Jorge wrote:
How did you make the search? I managed to get a few windows-125[2-3] but nothing else. URLs, or a dummies guide to searching is appreciated. ;)
I wonder whether "???????" came through. I was careful to send the msg as UTF-8, but I neglected to check the copy that came back via the list to see whether anything munged it up along the way. The third hit on the first page via google gives me a koi8-r page for a charset patch to 0.6.6. http://www.google.com/search?q=dillo+%D0%B1%D1%80%D0%B0%D1%83%D0%B7%D0%B5%D1... I just stumbled upon the fact that google itself is a decent source. www.google.cn is GB2312 (google, working to crush dissent and make information disappear. Big money is the only morality, after all.) www.google.gr is ISO-8859-7, www.google.lt is windows-1257 Took me a while this time to find any Hebrew. pc.co.il is windows-1255. Displayed left-to-right, but it's a start.
Actually, to me, it looks like the cache is a good place to make the conversion (instead of html). That way text, html and view source would work in a similar way:
I think you're right. When I started it, I had the idea that cache was going to be "pure" and not know about what it was sending to clients, but, yeah, it does need to know.
Maybe the most important part now is to try to get HTML's meta charset working, and only after that to choose where to place the code.
Putting aside my earlier concerns about javascript since it's not like javascript support is imminent, let's see... http says it's charset A. cache.c translates A->utf8. meta says it's charset B. html.cc translates utf8->A followed by B->utf8, except that won't work because the utf8 that html.cc received is probably full of UFFFD characters and things. badly-written pages displaying text and making buttons and tooltips and so on by the time the meta tag is reached.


_DIRECTIONS FOR THIS TASK_
Pull each line with the string "strong" from the entries.

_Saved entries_
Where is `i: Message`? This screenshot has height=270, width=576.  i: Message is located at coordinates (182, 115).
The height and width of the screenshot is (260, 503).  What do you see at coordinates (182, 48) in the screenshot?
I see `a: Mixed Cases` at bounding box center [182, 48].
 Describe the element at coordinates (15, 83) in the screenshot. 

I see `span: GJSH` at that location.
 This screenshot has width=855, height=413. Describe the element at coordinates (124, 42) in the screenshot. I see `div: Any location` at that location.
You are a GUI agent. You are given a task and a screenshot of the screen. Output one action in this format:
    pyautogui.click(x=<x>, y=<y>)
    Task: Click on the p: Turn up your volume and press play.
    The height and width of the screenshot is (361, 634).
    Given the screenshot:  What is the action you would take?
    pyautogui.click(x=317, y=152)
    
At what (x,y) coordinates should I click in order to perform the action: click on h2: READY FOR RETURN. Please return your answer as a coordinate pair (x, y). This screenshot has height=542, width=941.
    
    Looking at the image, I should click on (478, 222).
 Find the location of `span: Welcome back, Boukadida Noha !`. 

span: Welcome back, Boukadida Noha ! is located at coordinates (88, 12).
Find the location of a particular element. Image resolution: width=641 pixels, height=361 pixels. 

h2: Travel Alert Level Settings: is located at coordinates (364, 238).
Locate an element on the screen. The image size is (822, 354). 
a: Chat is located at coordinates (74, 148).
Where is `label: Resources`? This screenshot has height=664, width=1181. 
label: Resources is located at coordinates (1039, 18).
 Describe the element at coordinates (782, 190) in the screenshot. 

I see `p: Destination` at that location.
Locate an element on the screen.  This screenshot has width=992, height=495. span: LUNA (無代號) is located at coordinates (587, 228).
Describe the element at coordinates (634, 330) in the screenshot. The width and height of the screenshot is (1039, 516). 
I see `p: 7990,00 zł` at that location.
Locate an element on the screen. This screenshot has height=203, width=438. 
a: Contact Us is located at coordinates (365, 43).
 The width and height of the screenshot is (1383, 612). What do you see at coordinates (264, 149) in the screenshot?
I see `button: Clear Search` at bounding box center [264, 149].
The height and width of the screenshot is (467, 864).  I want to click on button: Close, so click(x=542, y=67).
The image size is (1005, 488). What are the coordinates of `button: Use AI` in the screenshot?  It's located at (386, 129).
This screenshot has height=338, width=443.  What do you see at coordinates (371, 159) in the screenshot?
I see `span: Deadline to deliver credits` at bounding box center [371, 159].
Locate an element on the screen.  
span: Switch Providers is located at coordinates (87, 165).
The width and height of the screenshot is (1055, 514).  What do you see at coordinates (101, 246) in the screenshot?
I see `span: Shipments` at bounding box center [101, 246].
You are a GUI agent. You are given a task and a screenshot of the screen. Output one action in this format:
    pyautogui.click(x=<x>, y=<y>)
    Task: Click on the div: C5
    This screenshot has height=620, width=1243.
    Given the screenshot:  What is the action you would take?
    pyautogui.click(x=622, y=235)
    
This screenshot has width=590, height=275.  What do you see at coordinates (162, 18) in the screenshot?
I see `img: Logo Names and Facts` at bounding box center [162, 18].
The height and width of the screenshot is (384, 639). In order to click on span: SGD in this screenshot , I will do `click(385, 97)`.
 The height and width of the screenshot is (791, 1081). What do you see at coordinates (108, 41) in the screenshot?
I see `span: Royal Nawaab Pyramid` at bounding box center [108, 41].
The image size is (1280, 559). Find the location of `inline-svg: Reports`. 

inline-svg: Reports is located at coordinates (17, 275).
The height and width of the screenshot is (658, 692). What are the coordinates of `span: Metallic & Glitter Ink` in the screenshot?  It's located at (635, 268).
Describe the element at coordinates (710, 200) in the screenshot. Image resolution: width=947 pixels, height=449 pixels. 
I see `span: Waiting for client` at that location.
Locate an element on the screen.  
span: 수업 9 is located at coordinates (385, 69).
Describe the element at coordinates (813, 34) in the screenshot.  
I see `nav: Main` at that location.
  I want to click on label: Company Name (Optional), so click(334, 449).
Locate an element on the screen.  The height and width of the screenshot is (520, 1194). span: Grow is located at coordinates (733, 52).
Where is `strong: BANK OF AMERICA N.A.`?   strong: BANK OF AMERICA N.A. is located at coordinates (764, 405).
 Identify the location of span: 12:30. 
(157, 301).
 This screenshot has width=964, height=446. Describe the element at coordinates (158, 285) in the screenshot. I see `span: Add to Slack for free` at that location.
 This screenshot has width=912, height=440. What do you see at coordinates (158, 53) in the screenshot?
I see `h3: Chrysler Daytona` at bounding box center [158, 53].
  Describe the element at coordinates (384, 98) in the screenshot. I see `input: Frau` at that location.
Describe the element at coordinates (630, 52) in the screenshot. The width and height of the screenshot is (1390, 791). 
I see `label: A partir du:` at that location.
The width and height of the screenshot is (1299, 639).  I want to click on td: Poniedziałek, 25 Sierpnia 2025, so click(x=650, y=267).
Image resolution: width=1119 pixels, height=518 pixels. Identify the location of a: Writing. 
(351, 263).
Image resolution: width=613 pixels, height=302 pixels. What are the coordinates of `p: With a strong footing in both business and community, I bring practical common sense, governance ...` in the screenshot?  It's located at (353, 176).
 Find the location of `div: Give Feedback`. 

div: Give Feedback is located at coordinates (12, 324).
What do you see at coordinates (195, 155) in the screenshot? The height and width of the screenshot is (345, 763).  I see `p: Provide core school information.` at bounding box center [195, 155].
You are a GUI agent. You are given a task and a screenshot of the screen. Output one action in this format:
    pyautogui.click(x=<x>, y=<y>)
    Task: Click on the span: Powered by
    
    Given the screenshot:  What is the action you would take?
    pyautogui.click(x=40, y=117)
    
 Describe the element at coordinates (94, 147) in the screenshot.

_ANSWER BELOW_
Where is `strong: BANK OF AMERICA N.A.`?   strong: BANK OF AMERICA N.A. is located at coordinates (764, 405).
Image resolution: width=613 pixels, height=302 pixels. What are the coordinates of `p: With a strong footing in both business and community, I bring practical common sense, governance ...` in the screenshot?  It's located at (353, 176).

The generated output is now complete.